Tier 1 Instructional Strategies To Improve K-4 Reading Comprehension
Category: Student Learning
Performance-based and structured as a sequence of prediction–observation–prediction tasks, allowing it to capture children’s scientific reasoning processes and how they revise their thinking based on evidence.
Uses a relatively small number of items per task, which may limit reliability and the ability to capture the full range of children’s scientific understanding and variability in performance.
The Preschool Assessment of Science (PAS) is a performance-based assessment designed to measure preschool children’s science knowledge and inquiry skills through hands-on tasks. The instrument focuses on children’s ability to engage in a cycle of scientific reasoning, including making predictions, observing outcomes, and revising predictions based on evidence.
The assessment consists of structured tasks centered on physical science phenomena, such as floating and sinking and changes in water level. Within each task, children are guided through a sequence of related prompts that require them to make an initial prediction, observe and describe the outcome of an event, and then make a second prediction in a similar context.
Children interact directly with materials and are asked to explain or demonstrate their thinking. Responses are scored across the sequence of items, and scores within each task are combined to represent overall performance.
The instrument is designed to examine how young children use observation, prediction, and evidence to support their understanding of scientific phenomena.
No fee
jgropen@edc.org; jkook@edc.org
Gropen, J., Kook, J. F., Hoisington, C., & Clark-Chiarelli, N. (2017). Foundations of science literacy: Efficacy of a preschool professional development program in science on classroom instruction, teachers’ pedagogical content knowledge, and children’s observations and predictions. Early Education and Development, 28(5), 607-631.
The study sample consisted of 142 preschool teachers and 1,004 four-year-old children drawn from a mix of Head Start, public school, and community-based preschool programs in New York State, with children's mothers ranging in education from less than a high school degree (roughly 12–22% across cohorts) to a bachelor's degree or above (roughly 27%), and children assessed in either English or Spanish.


- THE TASK -
Gather all lines in the entries below that include the word "illustration".

(RECORDS SUPPLIED Opens)

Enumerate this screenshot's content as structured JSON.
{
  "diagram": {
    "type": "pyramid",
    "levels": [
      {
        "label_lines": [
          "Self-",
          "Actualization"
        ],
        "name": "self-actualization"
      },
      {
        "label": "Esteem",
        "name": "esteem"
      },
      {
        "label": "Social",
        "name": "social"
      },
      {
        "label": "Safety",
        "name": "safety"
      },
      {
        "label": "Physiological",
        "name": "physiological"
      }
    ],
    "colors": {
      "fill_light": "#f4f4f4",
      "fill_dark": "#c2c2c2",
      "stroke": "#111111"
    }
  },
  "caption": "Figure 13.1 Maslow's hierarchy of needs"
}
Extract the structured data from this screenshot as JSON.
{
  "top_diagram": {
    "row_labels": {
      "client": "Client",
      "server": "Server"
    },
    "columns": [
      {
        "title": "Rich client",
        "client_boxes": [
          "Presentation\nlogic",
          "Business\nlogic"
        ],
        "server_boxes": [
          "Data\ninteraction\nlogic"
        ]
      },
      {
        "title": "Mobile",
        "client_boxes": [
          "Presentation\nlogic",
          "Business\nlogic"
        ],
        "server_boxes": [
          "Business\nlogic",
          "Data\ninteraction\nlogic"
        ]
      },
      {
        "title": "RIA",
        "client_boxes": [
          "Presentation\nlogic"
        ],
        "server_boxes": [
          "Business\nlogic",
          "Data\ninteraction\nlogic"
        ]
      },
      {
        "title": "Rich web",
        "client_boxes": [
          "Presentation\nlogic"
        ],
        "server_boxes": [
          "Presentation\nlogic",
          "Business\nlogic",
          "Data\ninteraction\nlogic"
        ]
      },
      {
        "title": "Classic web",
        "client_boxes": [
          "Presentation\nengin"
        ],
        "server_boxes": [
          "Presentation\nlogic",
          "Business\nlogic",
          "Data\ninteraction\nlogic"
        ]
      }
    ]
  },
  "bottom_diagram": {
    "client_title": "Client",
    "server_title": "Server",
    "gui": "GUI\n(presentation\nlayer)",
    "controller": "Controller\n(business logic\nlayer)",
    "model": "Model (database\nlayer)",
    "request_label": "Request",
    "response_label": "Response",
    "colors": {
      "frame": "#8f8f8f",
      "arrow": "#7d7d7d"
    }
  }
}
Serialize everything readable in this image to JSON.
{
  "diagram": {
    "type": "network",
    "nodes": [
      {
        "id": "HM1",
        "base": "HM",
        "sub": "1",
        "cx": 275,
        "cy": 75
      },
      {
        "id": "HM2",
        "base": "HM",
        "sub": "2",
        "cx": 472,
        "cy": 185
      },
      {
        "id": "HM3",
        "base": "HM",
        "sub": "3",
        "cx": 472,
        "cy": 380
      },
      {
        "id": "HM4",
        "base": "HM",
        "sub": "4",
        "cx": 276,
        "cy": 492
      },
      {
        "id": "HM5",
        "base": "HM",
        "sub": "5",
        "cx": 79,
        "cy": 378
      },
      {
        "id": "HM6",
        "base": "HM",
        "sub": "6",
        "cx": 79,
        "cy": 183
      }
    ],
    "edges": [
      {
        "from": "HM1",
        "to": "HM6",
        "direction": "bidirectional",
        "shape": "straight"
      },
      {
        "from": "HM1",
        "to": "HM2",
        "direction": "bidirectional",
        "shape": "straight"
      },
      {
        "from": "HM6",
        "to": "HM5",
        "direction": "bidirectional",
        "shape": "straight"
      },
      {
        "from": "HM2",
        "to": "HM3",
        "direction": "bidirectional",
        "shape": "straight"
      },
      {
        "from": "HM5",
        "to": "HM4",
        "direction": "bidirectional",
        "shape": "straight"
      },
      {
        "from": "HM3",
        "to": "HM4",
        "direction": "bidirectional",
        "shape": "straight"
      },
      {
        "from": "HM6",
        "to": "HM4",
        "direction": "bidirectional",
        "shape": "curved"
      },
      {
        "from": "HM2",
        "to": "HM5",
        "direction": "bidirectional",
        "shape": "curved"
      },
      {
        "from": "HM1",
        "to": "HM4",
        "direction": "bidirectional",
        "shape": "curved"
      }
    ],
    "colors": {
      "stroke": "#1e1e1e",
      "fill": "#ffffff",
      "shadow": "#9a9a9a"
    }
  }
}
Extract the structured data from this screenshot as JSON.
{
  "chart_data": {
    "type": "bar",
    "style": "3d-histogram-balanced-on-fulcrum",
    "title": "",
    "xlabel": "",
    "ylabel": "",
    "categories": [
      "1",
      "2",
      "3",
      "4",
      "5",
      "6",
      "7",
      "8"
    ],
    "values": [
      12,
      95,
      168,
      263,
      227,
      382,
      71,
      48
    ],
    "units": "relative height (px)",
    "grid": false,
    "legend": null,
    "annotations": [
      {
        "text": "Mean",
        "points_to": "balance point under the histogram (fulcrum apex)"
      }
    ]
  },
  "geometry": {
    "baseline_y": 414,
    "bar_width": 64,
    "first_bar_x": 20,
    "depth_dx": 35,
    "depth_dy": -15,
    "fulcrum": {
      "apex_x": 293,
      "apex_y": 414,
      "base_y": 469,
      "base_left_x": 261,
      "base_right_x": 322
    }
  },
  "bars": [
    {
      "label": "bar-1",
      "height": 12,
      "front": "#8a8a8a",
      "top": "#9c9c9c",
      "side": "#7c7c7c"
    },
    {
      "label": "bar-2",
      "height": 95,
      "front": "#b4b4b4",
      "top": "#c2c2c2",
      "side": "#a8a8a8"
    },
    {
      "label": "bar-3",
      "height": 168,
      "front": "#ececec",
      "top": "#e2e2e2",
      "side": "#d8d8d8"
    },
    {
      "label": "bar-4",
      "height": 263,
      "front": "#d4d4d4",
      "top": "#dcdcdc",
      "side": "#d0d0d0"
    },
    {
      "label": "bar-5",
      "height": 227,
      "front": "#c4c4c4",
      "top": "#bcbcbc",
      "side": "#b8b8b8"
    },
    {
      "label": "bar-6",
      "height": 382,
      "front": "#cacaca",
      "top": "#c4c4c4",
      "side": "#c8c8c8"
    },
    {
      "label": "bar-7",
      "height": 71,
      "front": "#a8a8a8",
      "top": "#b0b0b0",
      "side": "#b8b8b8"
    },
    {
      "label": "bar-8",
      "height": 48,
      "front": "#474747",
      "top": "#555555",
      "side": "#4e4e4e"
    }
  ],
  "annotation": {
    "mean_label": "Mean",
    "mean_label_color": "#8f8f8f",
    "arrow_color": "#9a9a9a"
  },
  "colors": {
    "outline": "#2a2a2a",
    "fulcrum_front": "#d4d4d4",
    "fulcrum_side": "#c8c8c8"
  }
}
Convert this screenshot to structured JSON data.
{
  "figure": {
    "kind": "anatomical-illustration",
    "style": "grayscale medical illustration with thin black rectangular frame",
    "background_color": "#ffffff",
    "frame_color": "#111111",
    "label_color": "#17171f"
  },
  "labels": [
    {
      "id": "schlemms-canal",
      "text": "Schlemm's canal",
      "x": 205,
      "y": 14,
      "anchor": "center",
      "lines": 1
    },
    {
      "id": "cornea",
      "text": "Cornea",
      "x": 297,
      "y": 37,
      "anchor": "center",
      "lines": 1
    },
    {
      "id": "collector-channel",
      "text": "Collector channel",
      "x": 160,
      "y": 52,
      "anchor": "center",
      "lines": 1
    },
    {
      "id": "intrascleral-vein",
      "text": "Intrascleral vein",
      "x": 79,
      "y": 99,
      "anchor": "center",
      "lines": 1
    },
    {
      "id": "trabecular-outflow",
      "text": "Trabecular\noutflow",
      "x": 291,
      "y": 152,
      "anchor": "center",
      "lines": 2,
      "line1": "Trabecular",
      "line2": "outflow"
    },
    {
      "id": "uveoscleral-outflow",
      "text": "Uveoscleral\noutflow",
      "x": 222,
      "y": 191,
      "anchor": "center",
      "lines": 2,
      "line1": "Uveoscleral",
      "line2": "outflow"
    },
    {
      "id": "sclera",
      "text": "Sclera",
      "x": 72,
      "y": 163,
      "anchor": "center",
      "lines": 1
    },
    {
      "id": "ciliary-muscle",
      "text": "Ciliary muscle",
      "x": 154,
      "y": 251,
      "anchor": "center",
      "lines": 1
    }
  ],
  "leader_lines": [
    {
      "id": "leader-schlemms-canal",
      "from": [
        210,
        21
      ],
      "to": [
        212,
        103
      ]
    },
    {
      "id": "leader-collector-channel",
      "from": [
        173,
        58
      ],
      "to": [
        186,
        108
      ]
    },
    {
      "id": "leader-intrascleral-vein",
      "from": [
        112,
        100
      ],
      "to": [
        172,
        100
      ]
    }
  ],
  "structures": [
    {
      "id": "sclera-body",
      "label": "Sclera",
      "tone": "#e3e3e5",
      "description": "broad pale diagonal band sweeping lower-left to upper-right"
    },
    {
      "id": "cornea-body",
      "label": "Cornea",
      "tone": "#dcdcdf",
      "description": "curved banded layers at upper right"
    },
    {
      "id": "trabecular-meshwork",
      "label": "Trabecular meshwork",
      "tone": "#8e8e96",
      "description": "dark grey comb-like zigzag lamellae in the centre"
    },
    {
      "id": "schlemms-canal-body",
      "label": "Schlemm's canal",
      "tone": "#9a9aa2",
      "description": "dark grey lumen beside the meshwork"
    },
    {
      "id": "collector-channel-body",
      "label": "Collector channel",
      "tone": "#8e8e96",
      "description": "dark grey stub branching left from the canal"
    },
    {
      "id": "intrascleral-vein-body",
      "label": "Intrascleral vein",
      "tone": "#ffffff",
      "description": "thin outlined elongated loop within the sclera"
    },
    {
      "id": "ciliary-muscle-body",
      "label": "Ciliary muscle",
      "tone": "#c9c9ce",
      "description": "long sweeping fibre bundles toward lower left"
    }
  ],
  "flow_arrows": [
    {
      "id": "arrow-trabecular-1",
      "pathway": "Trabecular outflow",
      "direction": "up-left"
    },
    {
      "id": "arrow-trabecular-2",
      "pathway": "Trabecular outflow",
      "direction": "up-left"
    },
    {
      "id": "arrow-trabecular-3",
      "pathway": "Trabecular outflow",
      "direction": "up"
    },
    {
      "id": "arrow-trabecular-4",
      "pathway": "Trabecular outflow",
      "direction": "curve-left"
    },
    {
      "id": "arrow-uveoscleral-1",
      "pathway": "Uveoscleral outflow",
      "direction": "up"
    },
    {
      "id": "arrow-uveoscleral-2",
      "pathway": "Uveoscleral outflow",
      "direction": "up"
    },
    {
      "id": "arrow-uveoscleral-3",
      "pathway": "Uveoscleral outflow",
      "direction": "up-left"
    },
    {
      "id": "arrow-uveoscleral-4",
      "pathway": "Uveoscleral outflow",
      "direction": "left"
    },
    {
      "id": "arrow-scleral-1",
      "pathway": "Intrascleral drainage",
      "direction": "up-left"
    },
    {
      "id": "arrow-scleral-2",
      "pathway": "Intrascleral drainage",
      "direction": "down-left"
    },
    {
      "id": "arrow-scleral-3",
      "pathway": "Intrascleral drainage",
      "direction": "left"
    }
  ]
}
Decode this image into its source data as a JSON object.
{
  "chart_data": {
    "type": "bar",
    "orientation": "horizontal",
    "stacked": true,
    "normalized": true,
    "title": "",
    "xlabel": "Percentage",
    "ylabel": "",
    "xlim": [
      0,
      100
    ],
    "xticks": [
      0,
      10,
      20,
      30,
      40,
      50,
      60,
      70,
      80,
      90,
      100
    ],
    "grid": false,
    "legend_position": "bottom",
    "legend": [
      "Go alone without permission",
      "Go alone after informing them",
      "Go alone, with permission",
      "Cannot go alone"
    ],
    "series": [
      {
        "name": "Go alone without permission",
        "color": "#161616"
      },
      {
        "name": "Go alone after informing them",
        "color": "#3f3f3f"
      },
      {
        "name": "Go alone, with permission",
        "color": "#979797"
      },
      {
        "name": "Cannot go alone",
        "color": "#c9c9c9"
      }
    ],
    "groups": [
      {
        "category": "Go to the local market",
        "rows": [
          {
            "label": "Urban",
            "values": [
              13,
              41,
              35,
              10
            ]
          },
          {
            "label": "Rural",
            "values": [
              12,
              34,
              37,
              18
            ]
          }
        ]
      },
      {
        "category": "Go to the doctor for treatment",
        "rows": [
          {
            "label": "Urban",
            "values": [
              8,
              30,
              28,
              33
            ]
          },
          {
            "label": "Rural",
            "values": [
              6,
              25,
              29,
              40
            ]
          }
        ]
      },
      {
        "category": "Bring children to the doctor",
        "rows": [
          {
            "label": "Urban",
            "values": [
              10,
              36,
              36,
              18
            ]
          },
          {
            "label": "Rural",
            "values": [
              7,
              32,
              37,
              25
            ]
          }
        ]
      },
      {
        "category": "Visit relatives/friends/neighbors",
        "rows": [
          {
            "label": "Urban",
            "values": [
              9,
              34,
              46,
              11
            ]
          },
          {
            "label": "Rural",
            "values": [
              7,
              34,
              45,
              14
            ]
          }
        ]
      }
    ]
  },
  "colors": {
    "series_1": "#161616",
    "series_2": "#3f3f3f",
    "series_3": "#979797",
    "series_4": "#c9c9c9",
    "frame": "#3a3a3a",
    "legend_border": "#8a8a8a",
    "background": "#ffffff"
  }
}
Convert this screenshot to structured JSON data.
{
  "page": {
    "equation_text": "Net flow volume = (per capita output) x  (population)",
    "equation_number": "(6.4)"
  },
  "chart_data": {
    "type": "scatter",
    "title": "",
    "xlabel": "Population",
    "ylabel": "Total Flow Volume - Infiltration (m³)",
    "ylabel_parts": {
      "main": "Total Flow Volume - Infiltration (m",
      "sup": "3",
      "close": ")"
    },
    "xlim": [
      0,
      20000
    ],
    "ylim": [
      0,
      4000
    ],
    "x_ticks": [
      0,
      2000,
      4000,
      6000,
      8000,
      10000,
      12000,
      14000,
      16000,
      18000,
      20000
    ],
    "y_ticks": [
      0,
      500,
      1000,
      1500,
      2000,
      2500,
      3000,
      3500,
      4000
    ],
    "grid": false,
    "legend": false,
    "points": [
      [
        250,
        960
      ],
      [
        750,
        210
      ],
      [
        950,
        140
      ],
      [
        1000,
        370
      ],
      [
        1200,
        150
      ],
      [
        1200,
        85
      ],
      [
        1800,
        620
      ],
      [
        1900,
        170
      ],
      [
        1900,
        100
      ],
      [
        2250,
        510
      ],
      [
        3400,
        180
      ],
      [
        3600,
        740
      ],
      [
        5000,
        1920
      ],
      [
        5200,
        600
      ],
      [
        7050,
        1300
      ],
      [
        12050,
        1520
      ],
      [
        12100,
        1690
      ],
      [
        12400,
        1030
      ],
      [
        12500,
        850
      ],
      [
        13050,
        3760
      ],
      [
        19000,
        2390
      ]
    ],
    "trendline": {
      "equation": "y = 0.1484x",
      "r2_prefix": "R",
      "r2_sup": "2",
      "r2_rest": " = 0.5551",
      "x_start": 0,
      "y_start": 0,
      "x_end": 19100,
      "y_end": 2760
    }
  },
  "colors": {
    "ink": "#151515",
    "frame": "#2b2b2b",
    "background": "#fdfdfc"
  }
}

(RECORDS SUPPLIED Closes)

- EXERCISE OUTPUT -
    "kind": "anatomical-illustration",
    "style": "grayscale medical illustration with thin black rectangular frame",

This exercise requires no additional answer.